Inheritance Books – Robert Fanshaw

This week’s Inheritance Books come from the enigmatic novelist Robert Fanshaw. I’ve met him you know. He looks just like his picture…

Hi Robert, welcome to Inheritance Books. To start off, please tell us a bit about yourself.

Man_wearing_hatHello Rhoda. I spent a lot of time at school reading comics and science fiction and graduated to my father’s law library which was full of the bizarre verdicts and judgements that shape our society today. Eventually I was called to The Bar – not The Oddfellows, the legal one – and decided commercial law was my vocation because no one gets killed and I thought I might make some money. That turned out to be unimportant because my wife, Caroline, is what you call a high flier and earns a small fortune in medical instruments. We met through a dating agency and discovered we share a common interest in wigs. Caroline has been away a lot on business since we got married four years ago and I have filled my time hanging around in court chronicling her business affairs on a laptop. I am meant to stop cases ever getting to court but I love it when they do because I get lots more writing done.
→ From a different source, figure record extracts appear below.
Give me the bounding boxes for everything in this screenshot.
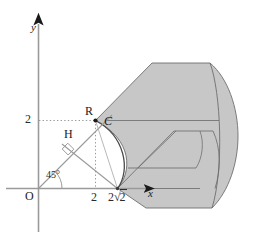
point-dot-r [93,118,97,122]
point-label-origin: O [25,190,34,202]
x-axis-label: x [148,188,153,199]
point-label-h: H [64,128,73,140]
x-tick-label-2: 2 [91,191,97,203]
y-axis-label: y [31,22,36,33]
geometry-figure: y x O R C H 2 2 2√2 45° [0,0,253,238]
point-label-c: C [104,115,112,127]
point-label-r: R [85,105,93,117]
y-tick-label-2: 2 [25,113,31,125]
angle-label-45: 45° [46,170,60,180]
x-tick-label-2root2: 2√2 [108,191,127,203]
line-a-to-h-perpendicular [62,144,118,189]
x-tick-2root2-radicand: 2 [120,189,127,204]
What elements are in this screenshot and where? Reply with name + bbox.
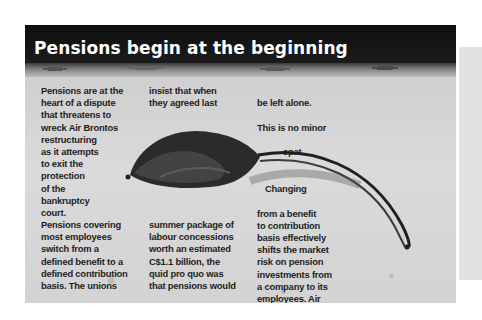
article-column-1-bottom: Pensions covering most employees switch … [41,219,145,292]
column-3-line: be left alone. [257,97,367,109]
article-column-3-bottom: Changing from a benefit to contribution … [257,171,367,303]
article-column-3-top: be left alone. This is no minor spat. [257,85,367,170]
article-title: Pensions begin at the beginning [34,38,348,58]
article-graphic: Pensions begin at the beginning Pensions… [25,25,456,303]
article-column-2-bottom: summer package of labour concessions wor… [149,219,253,292]
article-column-2-top: insist that when they agreed last [149,85,253,109]
paragraph-lead: Changing [257,183,367,195]
paragraph-body: from a benefit to contribution basis eff… [257,208,367,303]
adjacent-page-edge [459,47,482,280]
horizon-strip [25,63,456,77]
article-column-1-top: Pensions are at the heart of a dispute t… [41,85,145,219]
column-3-line: spat. [257,146,367,158]
column-3-line: This is no minor [257,122,367,134]
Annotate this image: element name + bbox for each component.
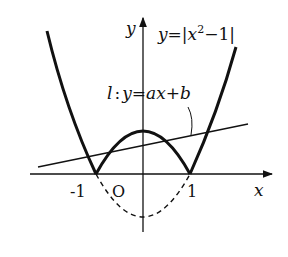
curve-label: y=|x2−1| bbox=[157, 23, 235, 44]
origin-label: O bbox=[112, 182, 125, 201]
line-label: l:y=ax+b bbox=[107, 83, 191, 103]
label-leader bbox=[188, 107, 192, 135]
tick-label-1: 1 bbox=[187, 182, 197, 201]
tick-label-neg1: -1 bbox=[70, 182, 86, 201]
y-axis-label: y bbox=[125, 18, 136, 38]
curve-right-branch bbox=[190, 47, 236, 174]
x-axis-label: x bbox=[254, 180, 264, 200]
graph: y x O -1 1 y=|x2−1| l:y=ax+b bbox=[0, 0, 288, 257]
curve-left-branch bbox=[47, 31, 96, 174]
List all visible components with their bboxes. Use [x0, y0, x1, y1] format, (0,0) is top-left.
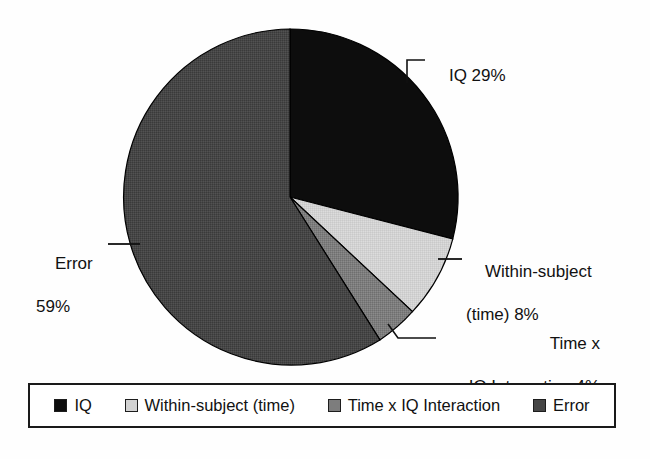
legend-label-error: Error	[553, 396, 590, 415]
legend-swatch-error	[533, 399, 546, 412]
chart-page: IQ 29% Within-subject (time) 8% Time x I…	[0, 0, 650, 459]
callout-iq-line1: IQ 29%	[449, 66, 506, 85]
legend-label-iq: IQ	[74, 396, 91, 415]
legend-label-time-iq-interaction: Time x IQ Interaction	[348, 396, 501, 415]
legend-swatch-iq	[54, 399, 67, 412]
legend-swatch-within-subject	[125, 399, 138, 412]
callout-timeiq-line1: Time x	[550, 334, 600, 353]
legend-item-iq: IQ	[54, 396, 91, 415]
callout-within-line1: Within-subject	[485, 262, 592, 281]
legend-label-within-subject: Within-subject (time)	[145, 396, 295, 415]
legend-item-within-subject: Within-subject (time)	[125, 396, 295, 415]
callout-label-error: Error 59%	[36, 232, 93, 360]
callout-error-line1: Error	[55, 254, 93, 273]
chart-legend: IQ Within-subject (time) Time x IQ Inter…	[28, 383, 616, 428]
callout-label-iq: IQ 29%	[430, 44, 506, 108]
callout-error-line2: 59%	[36, 296, 93, 317]
legend-swatch-time-iq-interaction	[328, 399, 341, 412]
legend-item-time-iq-interaction: Time x IQ Interaction	[328, 396, 501, 415]
legend-item-error: Error	[533, 396, 590, 415]
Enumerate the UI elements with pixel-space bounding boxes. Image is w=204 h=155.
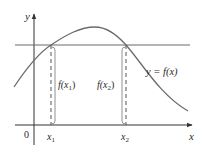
bracket-f-x1 [52,47,56,124]
x1-tick-label: x1 [46,131,55,144]
bracket-f-x2 [122,47,126,124]
function-graph: y x 0 y = f(x) x1 x2 f(x1) f(x2) [0,0,204,155]
x-axis-label: x [188,130,194,142]
origin-label: 0 [24,129,29,140]
curve-label: y = f(x) [145,66,178,78]
x2-tick-label: x2 [120,131,129,144]
y-axis-label: y [24,10,30,22]
f-x2-label: f(x2) [97,79,114,92]
f-x1-label: f(x1) [58,79,75,92]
Caroline sounds like a very interesting lady. Carrying on with the blog, which book have you inherited from generations above? 

The book I have chosen, The Call of the Wild by Jack London, is from two or three generations above. It has been passed down father to son and is a 1903 first edition originally bought by my great grandfather. It has been read many times and the beautiful colour plates, studied carefully when I was a child, have been selotaped back into place. The paper is thick, yellow, and smells of pipe tobacco.004

It is special to me on a number of levels. It was treasured by my great-grandfather; his two other luxuries were the pipe and a silver pocket watch. And when I read it first, aged eight or nine, it made a deep impression on me. The violence of the men and the cruelty towards the dogs scared me half to death and would probably be considered unsuitable for young children today. But the power of the story left me with an enduring love of fiction. It is also perfect reading for the adult writer because, although the language is old fashioned and the dog psychology wrong from today’s perspective, it contains all the essential elements of a big story. It’s one of the great romantic myths. Okay, it’s about a dog, but who hasn’t felt The Call of the Wild?

Which book would you leave to generations below?

One thing that can stop you writing, or stop you enjoying it, is caring too much about what happens to your creative output. 020Occasionally, a book liberates you and your writing. I would like to draw the attention of future generations to The Gift by Lewis Hyde, first published in 1983, and republished in paperback by Canongate in 2007. It is the antidote to modern life, especially if you are a writer or any kind of artist. In an age where everything is monetarised, even the water we drink, The Gift is a reminder that the purpose and reward of creative endeavour lies not in seeking fame and fortune, but in trying to transmit something worthwhile or at least entertaining to others. If they like it, they’ll give something back. That’s how things used to be, but it still works today. Give your neighbour a poem or a story or a bag of tomatoes from your greenhouse and see what happens. Blogging is in the spirit of The Gift because no money changes hands.

Thank you for sharing your Inheritance Books with us, Robert. Good luck with the latest book. Bye. Give my love to Caroline.

Shameless Exposure300dpi (2)Robert’s latest book Shameless Exposure is available now. You can find out more about Robert on his blog ,  his website, Google+, Facebook or Twitter (@RobertFanshaw).

5 thoughts on “Inheritance Books – Robert Fanshaw

    1. Woah! High praise indeed Robert, considering the classy joints you and Caroline get to pop into form time to time.
      Thanks for doing a post for the blog. I really enjoyed reading it!